The doctor who believes pig hearts could end our organ shortage 

Surgeon Muhammad Mansoor Mohiuddin is a leader in the novel field of xenotransplantation—transferring organs from one species to another—in his case, from pigs to humans.

A doctor in blue scrubs looks at the camera. There are medical instruments on a table in front of him. In the background there are more doctors preparing for a surgery.
Muhammad Mansoor Mohiuddin photographed by Jonas Fredwall Karlsson at the University of Maryland School of Medicine in Baltimore
ByChris Gayomali
March 18, 2025
This story is part of the National Geographic 33.

Sometimes tragedies can be breakthroughs. Or the beginnings of breakthroughs. That’s what happened a few years ago when a University of Maryland Medical Center surgical team, led by Muhammad Mansoor Mohiuddin and Bartley Griffith, performed a revolutionary new procedure on a 57-year-old who had terminal heart failure. David Bennett, Sr., had been denied a traditional heart transplant due to a variety of health factors. Thousands of people each year face a similar reality, in part because the United States has an organ shortage crisis. Mohiuddin recommended an alternative: the heart of a pig, genetically modified to minimize the chance of rejection.

The radical experiment, conducted in 2022, was a success—at least initially. Bennett’s cardiac function was strong, and he showed no signs of rejecting the organ. Sadly, he died two months later after the new heart failed from immune complications. Yet his operation gave Mohiuddin and his team valuable intelligence they could carry into the future.

A man in a white coat is in a lab with a nitrogen tank.
Mohiuddin holds a frozen specimen from a pig heart transplant that has been preserved for future study.

Mohiuddin is a pioneer in the field of xenotransplantation, the process of transplanting organs from one species to another, and the world’s leading authority on transplanting pig hearts into humans. He grants that it’s a nascent specialty: So far, Mohiuddin has performed the procedure only one other time, in 2023. That patient, Lawrence Faucette, also died, this time some 40 days after surgery, when his immune system rejected the graft. But every transplant, every failure, brings Mohiuddin one step closer to his dream of a successful xenograft—and a world where anyone who needs a heart transplant can get one.

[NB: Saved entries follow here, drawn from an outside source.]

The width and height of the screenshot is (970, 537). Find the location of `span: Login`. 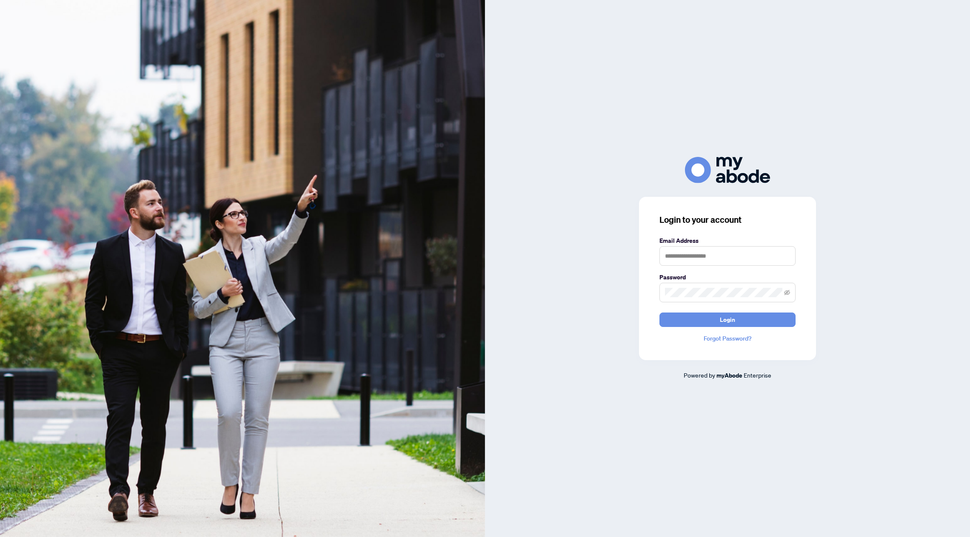

span: Login is located at coordinates (728, 320).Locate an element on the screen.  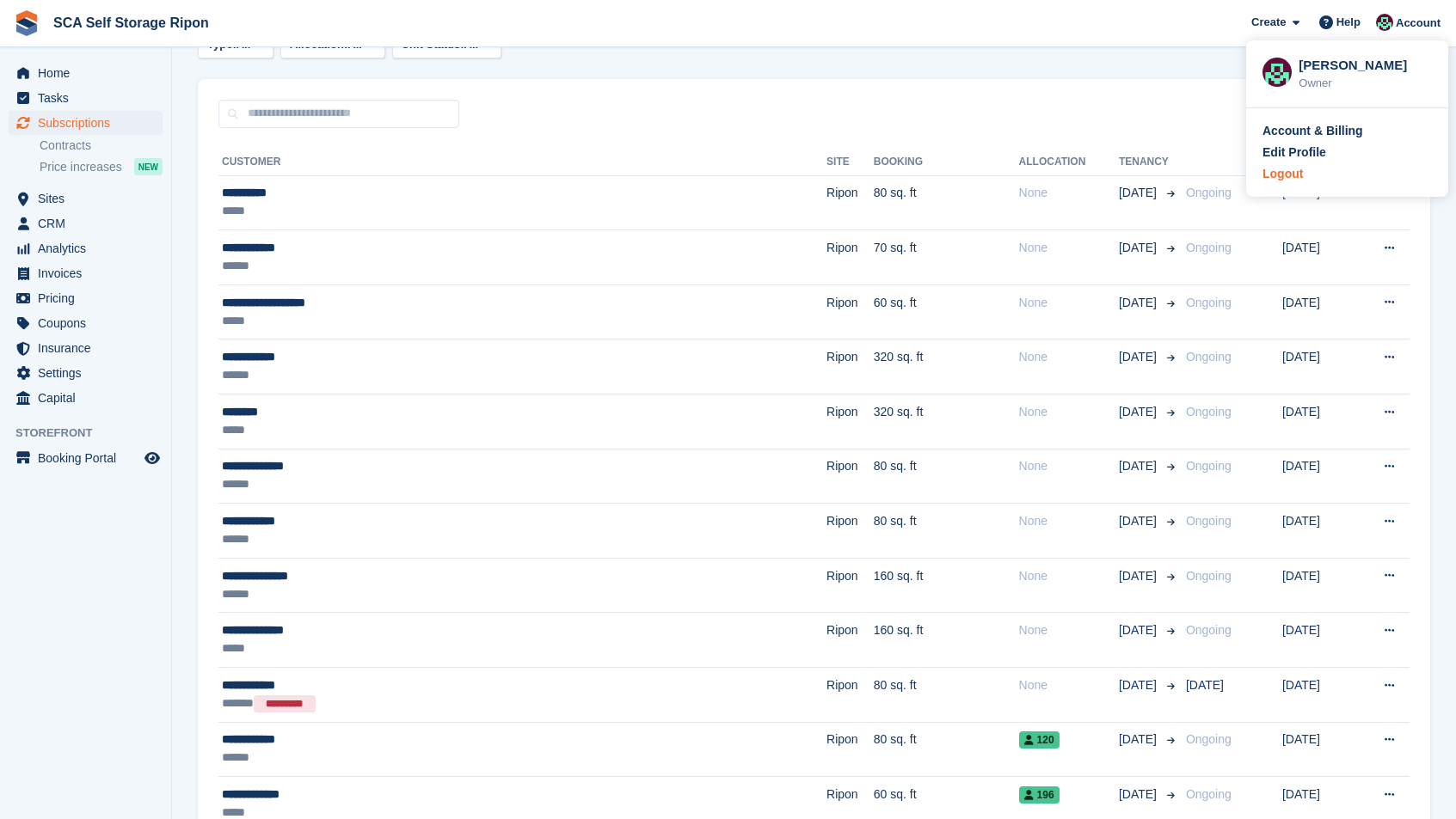
span: Home is located at coordinates (90, 73). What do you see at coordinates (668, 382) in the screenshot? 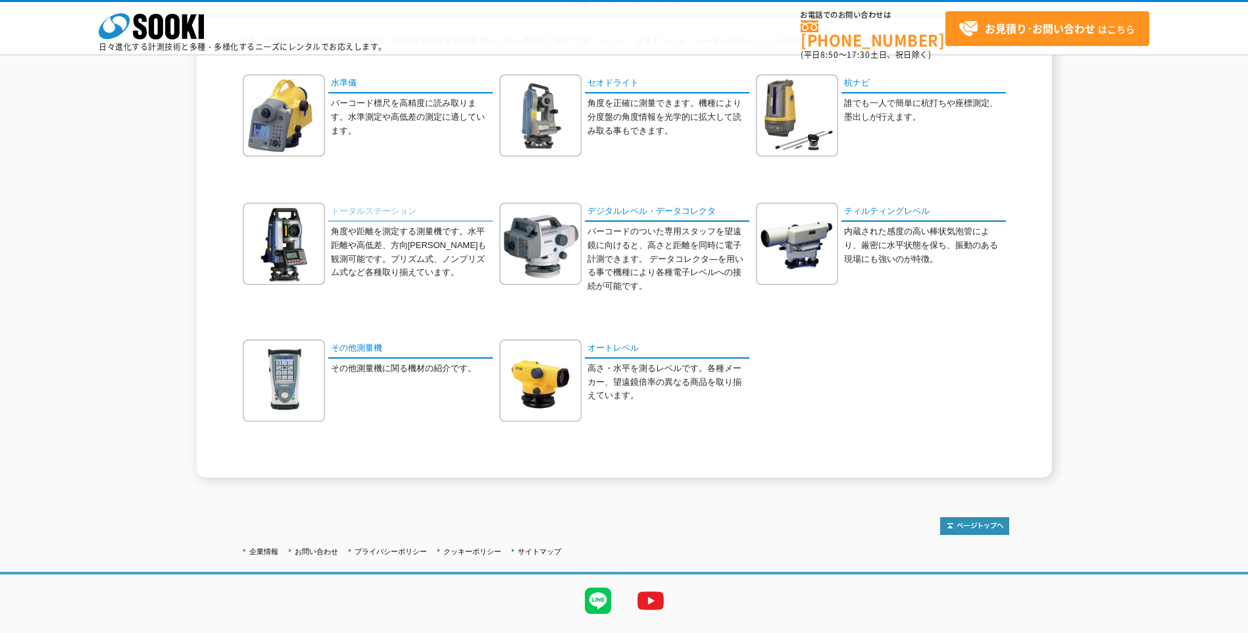
I see `p: 高さ・水平を測るレベルです。各種メーカー、望遠鏡倍率の異なる商品を取り揃えています。` at bounding box center [668, 382]. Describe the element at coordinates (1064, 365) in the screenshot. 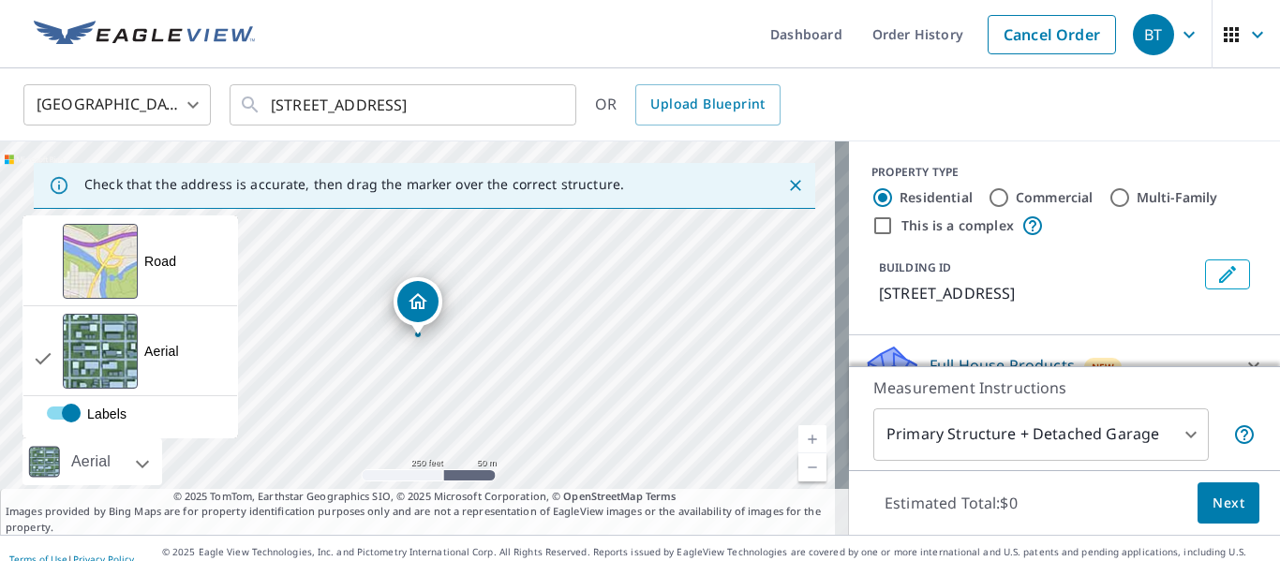

I see `div: Full House ProductsNew` at that location.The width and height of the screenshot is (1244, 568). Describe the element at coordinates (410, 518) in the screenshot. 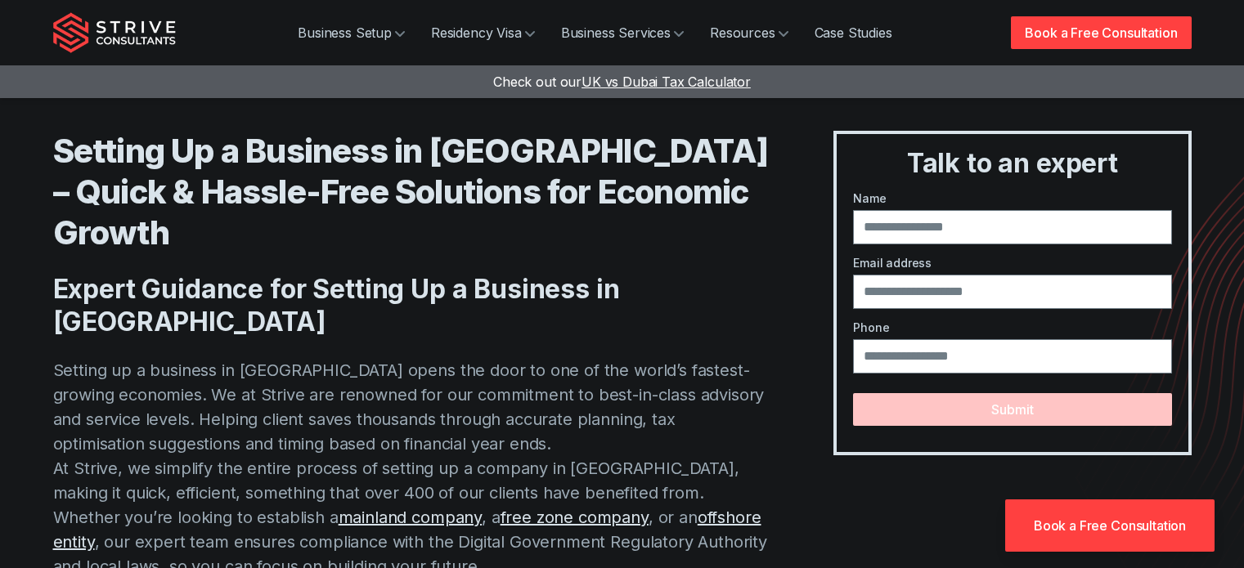

I see `a: mainland company` at that location. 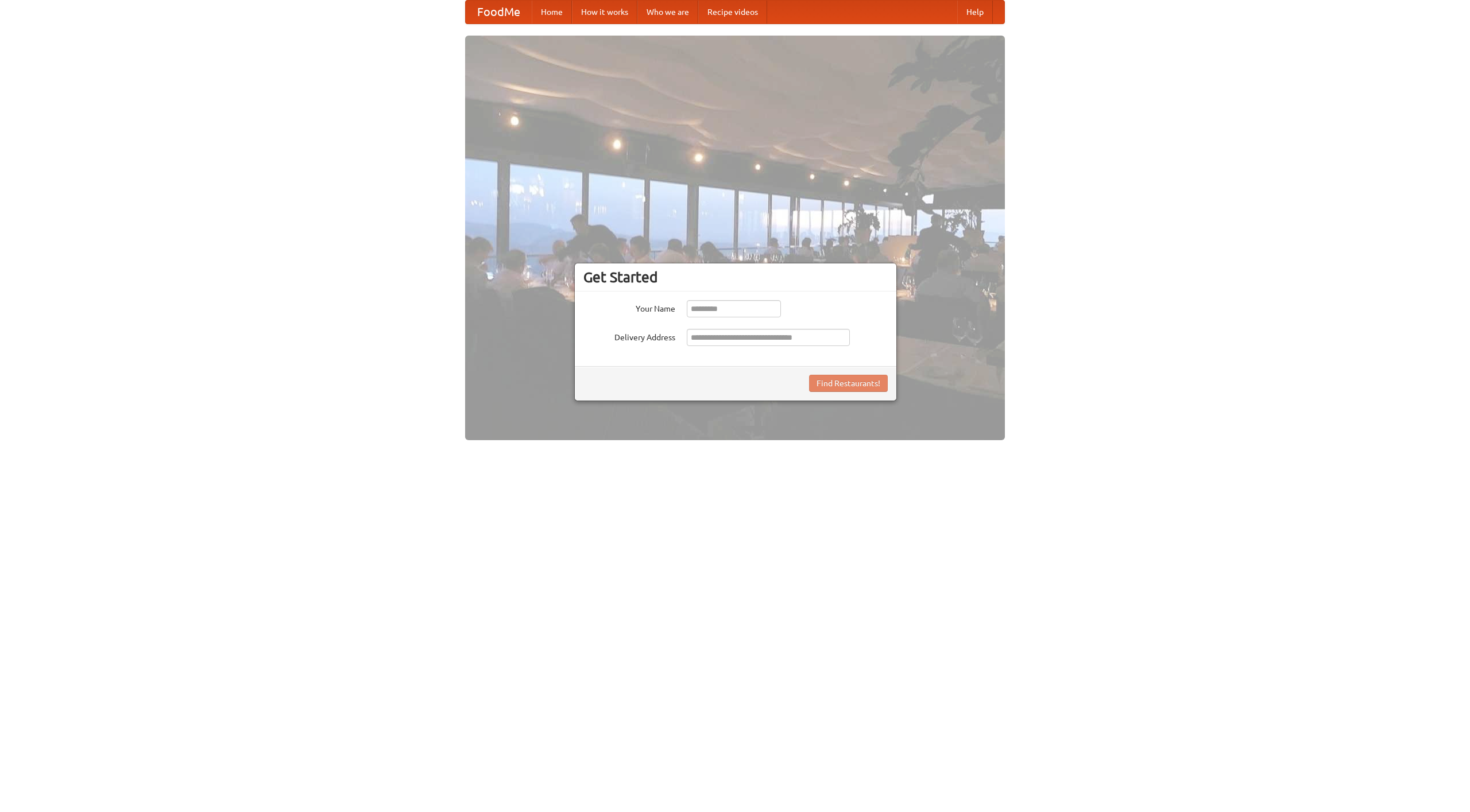 I want to click on a: FoodMe, so click(x=498, y=12).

Initially, Mohiuddin’s experiments involved transplanting hamster hearts into rats. Then it was rat hearts into mice, and pig hearts into baboons and chimpanzees—primates in the same genetic neighborhood as humans. So why not use apes for human transplants? “What we found is that, although chimpanzees and all of the nonhuman primates are closer to humans, HIV was transmitted,” Mohiuddin explains. Plus, it takes 20 years for an ape to reach maturity and for its heart to grow large enough to function in an adult human.

Pigs, he found, offered a useful way forward: Sows produce an average of 10 piglets each, and genetically altered pigs can be raised quickly. And while the physiology of a pig is discordant with that of a human, advances in genetic editing have made pigs viable organ donors. The young pigs used in Mohiuddin’s procedures have approximately 30,000 genes, only 10 of which were altered to make their hearts suitable for transplantation. He says primarily the pigs’ genes are edited to prevent their hearts from being rejected by the human immune system; he also determines what genetic modifications are necessary to prevent pig hearts from growing once they’re placed in patients’ chest cavities. In addition, Mohiuddin has developed a novel immunosuppression regimen aimed at overcoming rejection of the transplanted pig heart.

Some people may find the idea of killing pigs for their organs distasteful, but Mohiuddin believes the practice can serve a greater good. “Whenever it comes to saving a life,” he says, “that takes precedence over any other issues.”

A version of this story appears in the April 2025 issue of National Geographic magazine.